Putin says Lenin should stay on Red Square

The number of those supporting the idea of burying Lenin’s body has grown 10 percent over the past six years, reaching 56 percent. Source: RIA Novosti

The number of those supporting the idea of burying Lenin’s body has grown 10 percent over the past six years, reaching 56 percent. Source: RIA Novosti

Russia’s president for the first time publicly backs Russia’s Communists in preserving Lenin’s Mausoleum, comparing the Soviet founder’s body to saints’ relics.

President Vladimir Putin has called for Communist leader Vladimir Lenin’s body to be preserved in its mausoleum on Red Square, comparing the embalmed body of the founder of the Soviet state to the relics of saints.

“Many are saying that having Lenin’s Mausoleum runs counter to the tradition. But what runs counter to tradition?” Putin told a meeting with celebrities who campaigned for him in the March 2012 presidential election, according to the Kremlin website. “Just go to Kiev Pechersk Lavra or check out Pskov Monastery or Mount Athos. You’ll see the relics of saints there.”

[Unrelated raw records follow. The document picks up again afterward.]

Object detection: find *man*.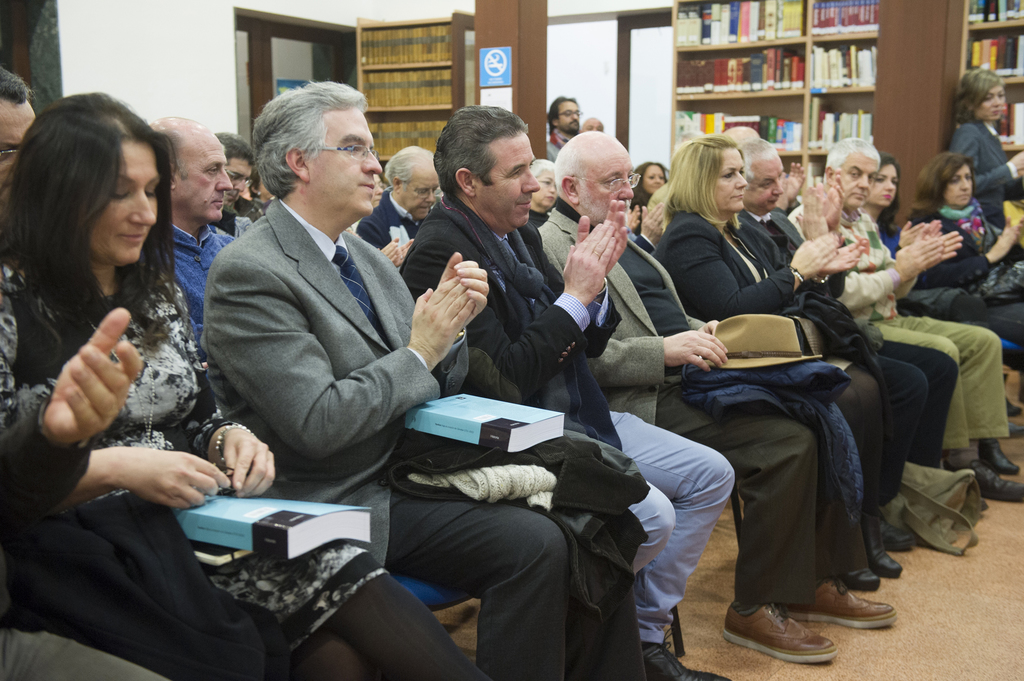
202/77/647/680.
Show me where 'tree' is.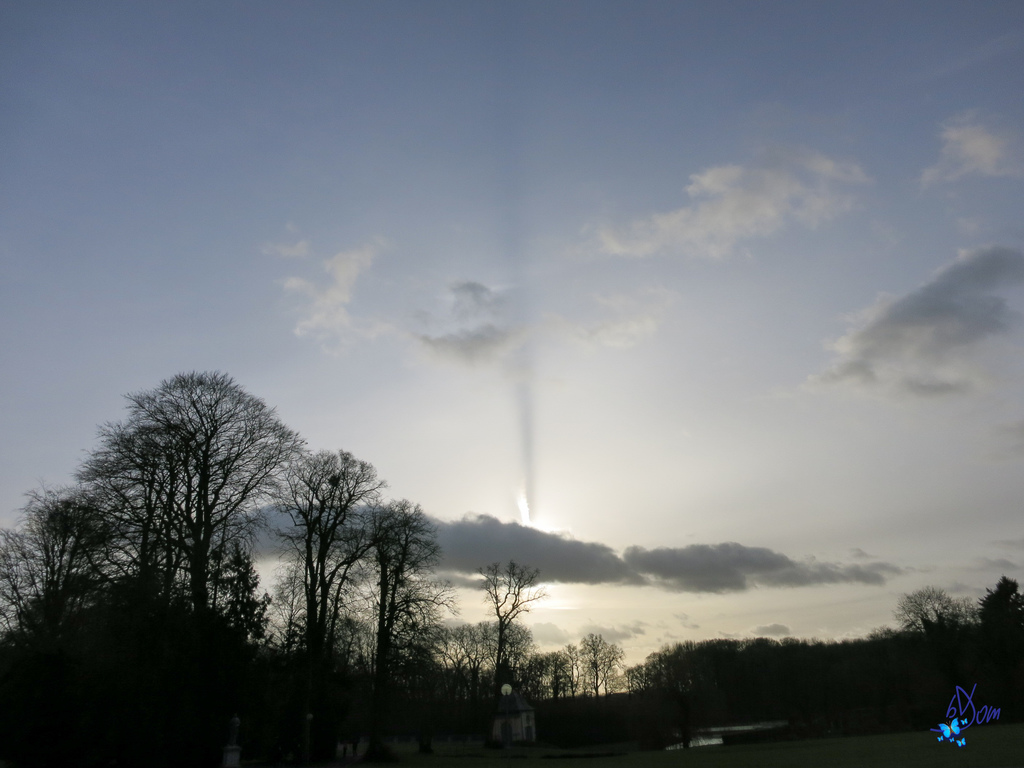
'tree' is at (46, 349, 362, 684).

Putin cited almost word-for-word the present-day leader of Russia’s Communist Party, Gennady Zyuganov, who last August said that “this form of burying [the body of] Lenin complies with Orthodox canons and traditions” and also drew the Kiev Pechersk Lavra example to back up his point.

Putin also called for “returning to our historic roots,” lamenting a lack of a common ideology.

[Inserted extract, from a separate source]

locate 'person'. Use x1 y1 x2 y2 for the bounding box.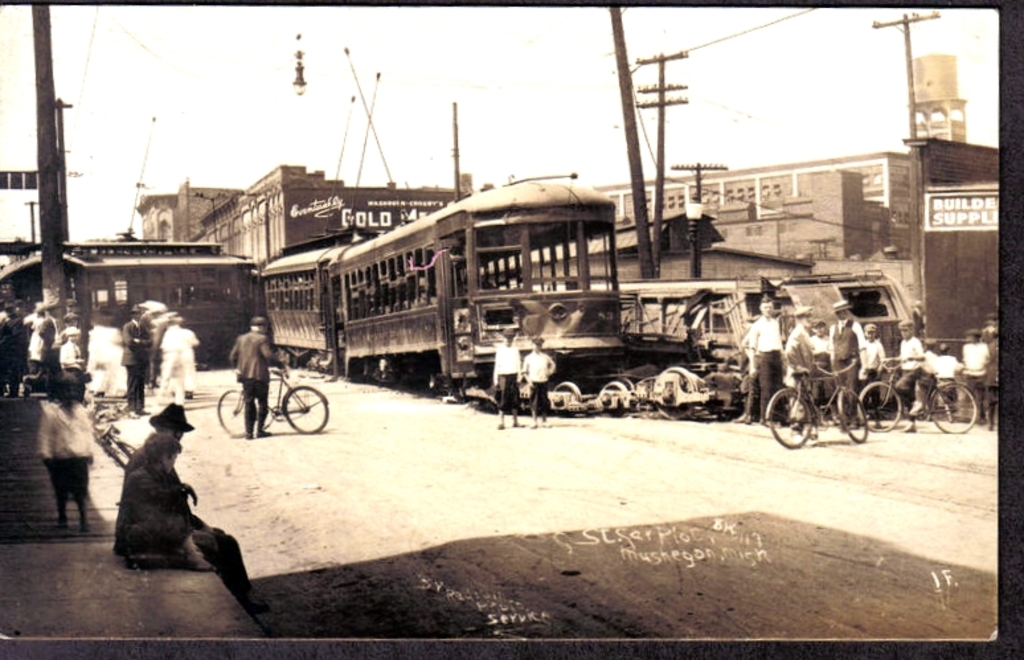
234 315 275 430.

“What happened after the collapse of the Soviet Union and the dominant ideology?” Putin asked his supporters. “We never got anything in its place.”

Echoing the words of Zyuganov again, Putin remarked that the Communist Builder’s Code, a list of Communist moral principles dated 1961, borrowed a great deal from the Bible and the Koran.

Putin’s comments come as public support for removing Lenin’s body from the mausoleum is growing, a recent survey by the Public Opinion Fund showed.

The number of those supporting the idea of burying Lenin’s body has grown 10 percent over the past six years, reaching 56 percent. Only 28 percent of respondents said Lenin’s body should be left in the mausoleum.

Speaking about the possibility of a Christian-style funeral in 2010 at a meeting of the Valdai club of political thinkers, Putin said that would come “in good time,” Gazeta.ru reported.

“The time will come and the Russian people will decide what to do,” Putin was quoted as saying.

In response to Putin’s comments, a prominent member of the movement “For taking Lenin out” and the abbot of several churches in Moscow, Father Sergius, said that comparing Lenin’s body with the relics of saints was “inadmissible.”

“The relics of saints and the body of a Satanist, dictator and a bloody monster are two different things,” Father Sergius told Interfax. “Putin probably wants to please both sides, but he should make a choice – to build Russia on national interests, or to court the Communists.”

Dmitry Dyomushkin, leader of Russkiye, a nationalist movement for ethnic Russians, said nationalist and Orthodox activists were outraged at Putin’s remarks.

“Putin will undoubtedly lose the support of many Orthodox and Cossack organizations,” Interfax reported Dyomushkin as saying.

Lenin’s Mausoleum on Red Square is one of five remaining mausoleums for political leaders in the world. Lenin expressed the wish to be buried near to his parents in Petrograd, but instead Stalin insisted that Lenin be preserved in the mausoleum on Red Square immediately after his death in 1924.

Other mummified leaders include North Korean leaders Kim Il-sung and Kim Jong-Il, early 20th century Chinese nationalist leader Sun Yat-sen, Chinese Communist leader Mao Zedong, and Vietnam’s Ho Chi Minh.

Calls for the burial of Lenin’s body grew in the late 1980s, during the period of glasnost and perestroika ahead of the collapse of the Soviet Union, and the controversy has raged to the present day.

Last year Culture Minister Vladimir Medinsky, a member of the ruling United Russia party, argued for burying Lenin, whom he described as “a highly controversial political figure.” “Having him as a central figure in a necropolis at the heart of our country is sheer nonsense,” Medinsky was quoted by United Russia’s press service as saying.